Jacques Lecoq and the British Theatre


Book Description

Jacques Lecoq and the British Theatre brings together the first collection of essays in English to focus on Lecoq's school of mime and physical theatre. For four decades, at his school in Paris, Jacques Lecoq trained performers from all over the world and effected a quiet evolution in the theatre. The work of such highly successful Lecoq graduates as Theatre de Complicite (The Winter's Tale with the Royal Shakespeare Company and The Visit, The Street of Crocodiles and The Causcasian Chalk Circle with the Royal National Theatre) has brought Lecoq's work to the attention of mainstream critics and audiences in Britain. Yet Complicte is just the tip of the Iceberg. The contributors to this volume, most of them engaged in applying Lecoq's work, chart some of the diverse ways in which it has had an impact on our conceptions of mime, physical theatre, actor training, devising street theatre and interculturalism. This lively - even provocative - collection of essays focuses academic debate and raises awareness of the impact of Lecoq's work in Britain today.
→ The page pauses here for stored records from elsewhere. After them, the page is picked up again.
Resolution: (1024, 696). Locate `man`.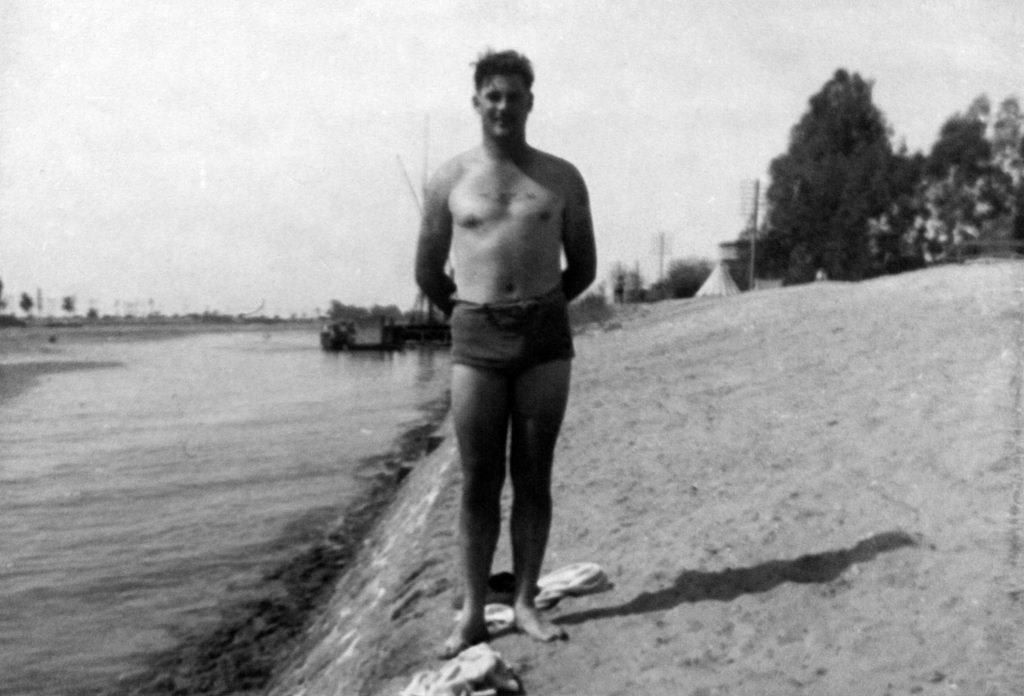
BBox(399, 39, 598, 660).
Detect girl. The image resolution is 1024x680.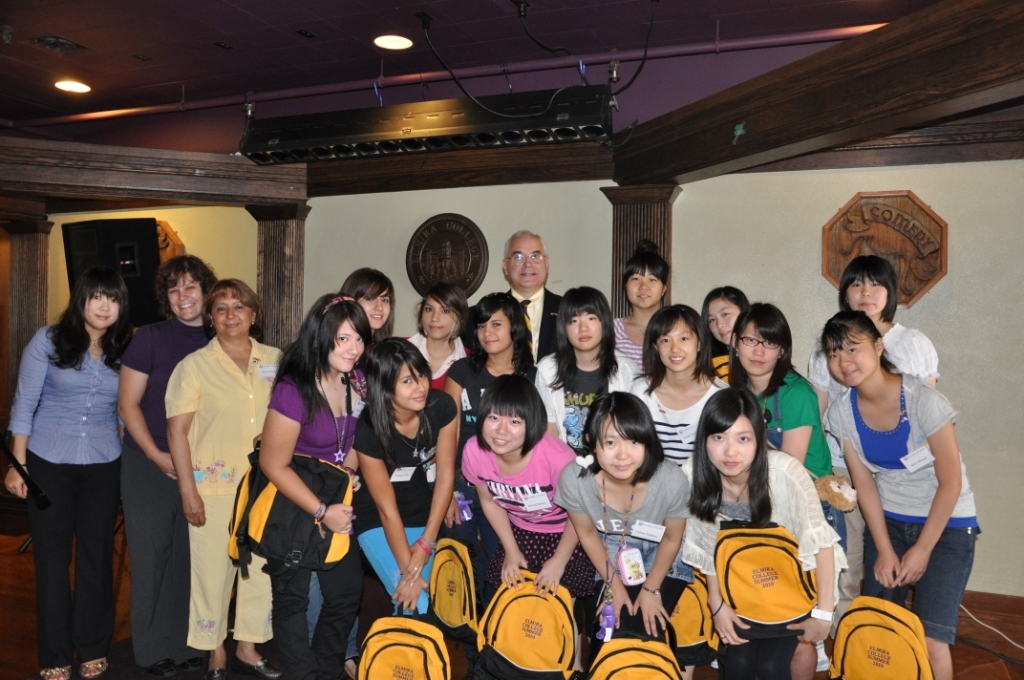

Theatre of Conscience 1939-53


Book Description

Theatres of Conscience offers an invaluable and essential insight into four touring British theatre companies whose work and contributions to post-war British theatre have largely gone unnoticed. Combining a rigorous scholarly evaluation of their work and their broadly ideological and ethical contribution to wider post-war developments in British theatre. Peter Billingham offers the reader a unique insight into four companies which, motivated by enthusiasm, principles and creative innovation, sought to take the theatre of conscience to theatre-less communities in wartime Britain and during the following decade. Contemporaries of - amongst others - Joan Littlewood's Theatre Workshop, the Pilgrim Players, the Adelphi Players, the Compass Players and the Century Theatre represent a significant but rather overlooked phase in the development of twentieth-century British theatre.




The Adelphi Players


Book Description

Cecil Davies' The Adelphi Players: The Theatre of Persons represents a uniquely interesting contribution to our understanding of touring British theatre in the mid-twentieth-century, post-war period. This book will interest everyone - whether student, academic or general reader - who wants to know more about issues concerning the recent history of British theatre. In their values and aims, the Adelphi Players pre-empted many of the post-war developments that we associate with the non-commercial, fringe and community theatre movement. In Richard Heron Ward founder of the Adelphi-Players, we encounter a dramatist, novelist, essayist and poet who has been unusually neglected in terms of our appreciation of the English literature of the broad left in the 1930s, `40s and `50s. The Adelphi Players has been edited by Peter Billingham, who has also provided an introduction placing Ward and the Adelphi players in the wider social, cultural and ideological context.




Edward Bond Letters


Book Description

Edward Bond Letters 5 contains over thirty letters and papers covering Bond's controversial views on violence and justice, plays, writers and directors, and a postscript that is Bond's discussion of the funeral of Diana, Princess of Wales. As always the explosive content of these letters applies to Bond's plays and society as a whole. We learn through these absorbing letters his attitude to violence. Bond believes that all violence is the manifestation of an unbalanced and dangerous society. As with the four preceding volumes in this collection, Edward Bond is critical of our present theatre, but at the same time his observations are useful in indicating how theatre can be changed. Bond's illustrations provide a lively accompaniment to the letters.




Rescuers Speaking


Book Description

Pp. 1-19 contain an introduction by Harrison to the play, a documentary about Holocaust rescuers, first performed in London in July 1988. The play is based on research on the altruistic motivations and characters of rescuers, as elucidated by Samuel p. and Pearl M. Oliner. The "stories" or accounts of rescuers, and partly of rescuees, are taken directly from their responses to the questionnaire distributed by the Oliners. Describes the background, the writing, and the presentation of the play.